When our school began, West Hall stood alone high on the Bluff. By agreement between the founders Archbishop Alexander Christie and Fr. John Zahm, C.S.C., a condition for passing ownership and control of the University from the Archdiocese to the Congregation of Holy Cross was the construction of a significant, permanent building on the campus grounds within ten years of the transfer of title. In 1911, Christie Hall became the second brick-and-stone building on the Bluff (named as thank-you for the Archbishop’s unstinting support of the school and students).
Growth continued and the next major facilities investment was marked with the construction of Howard Hall in 1927. We have sketches from that date showing the first grand plan for campus development (amber map, above). The proposed Gothic academic village complements the brand new sports / auditorium / convocation center. Clearly an ambitious project, the plan proposes a Law School as campus anchor, and even razes one of the existing stone buildings. (There were only three, blithely erasing West Hall (1891), the one building paid for at the time.)
This 1927 plan never happened, at least not along those lines. West, renamed as Waldschmidt Hall, is still in use today. Yet further growth and expansion was not long delayed, with Science Hall dedicated and open for instruction in 1937.

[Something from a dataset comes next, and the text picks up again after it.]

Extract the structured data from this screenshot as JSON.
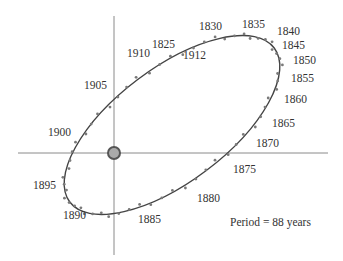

Plotting the location for Science Hall meant rethinking the campus plan once again. The visionary 1935 plan (blue, above) was discovered lurking within forgotten filing cabinets during the Howard Hall demolition. The track and field & football stadium facility has been lost from ’27-’37, but the tennis courts (included on this plan) have been a continuing campus feature ever since! Also notice, our Science building, Romanaggi Hall since 2010, wasn’t in fact dropped into the location where the blue-scheme wanted it to be. Passing another decade, the Engineering School is realized in brick and concrete in 1947.
Happily the aerial records of the campus show that a dedicated track and a baseball diamond were de facto features of campus from the earliest days; there was never a need of ‘plans’ to ensure our students fielding and supporting athletic teams.